Three researchers who have been examining the reasons for the shortage of secondary science teachers from ethnic minorities said that training institutions with financial worries were more loath to admit students who might need language support in both college and school.

Marilyn Leask, of De Montford University, Bedford, and Sheila Turner and Tony Turner of the Institute of Education, London University, said that some schools which had joined colleges in a school-based partnership scheme were willing to support the development of such candidates.

But they added: “Other schools, conscious of their need to maintain high academic standards, were reluctant to take on student teachers who might need extra support.”

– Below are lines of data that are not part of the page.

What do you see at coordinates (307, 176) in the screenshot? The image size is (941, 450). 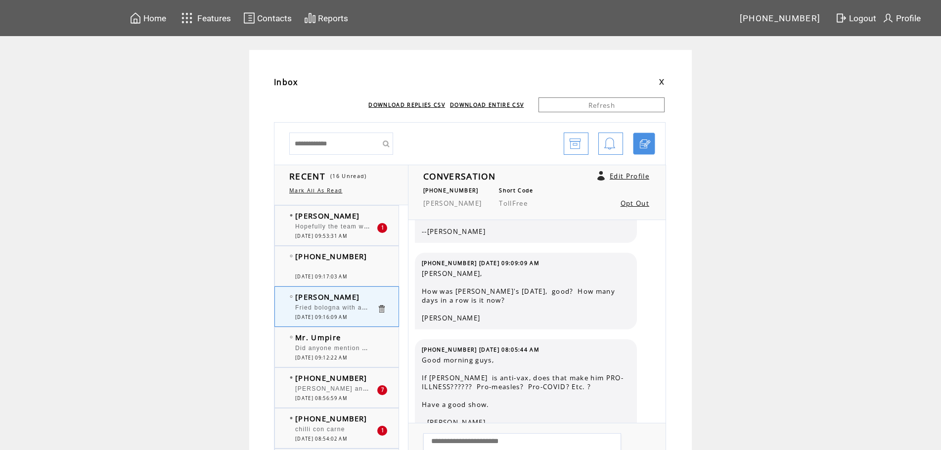 I see `span: RECENT` at bounding box center [307, 176].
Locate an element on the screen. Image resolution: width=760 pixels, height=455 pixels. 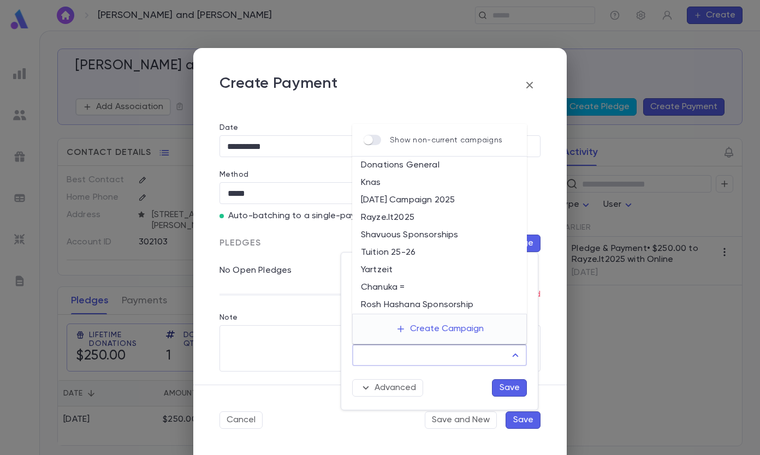
p: Show non-current campaigns is located at coordinates (446, 140).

Ethnic-minority applicants who had experienced only didactic teaching methods were also at a disadvantage because PGCE selectors sometimes doubted whether they could adjust to a more pupil-centred model of teaching.

Many unsuccessful candidates are, however, no longer being told why their applications have been rejected.

“The increasing openness of selection procedures and the use of selection criteria, under pressures from equal opportunity policies within institutions have paradoxically come into tension with the growing confidence of candidates to ask tutors to reveal their reasons for decisions and to challenge perceived racism,” the researchers said.

Only one of the six university education departments that they surveyed had any PGCE tutors who were themselves from ethnic-minority groups and though most of the institutions had a policy of positive discrimination only two of them targeted recruitment advertising at ethnic-minority newspapers.

The researchers also said that no clearly defined criteria were being used to select graduates for interview, a deficiency that the Graduate Teachers’ Training Registry could help to remedy.

In 1992, 51 per cent of black applicants for PGCE chemistry courses were rejected, compared with 30 per cent of Asians and 21 per cent of whites. The corresponding figures for physics were 33, 45 and 23, and for biology, 46, 41 and 24.

Recruitment to initial teacher education: issues of selection, by M Leask, S Turner and T Turner, the STEM Project, Science and Technology Group, Institute of Education, University of London, Bedford Way, London WC1H OAL.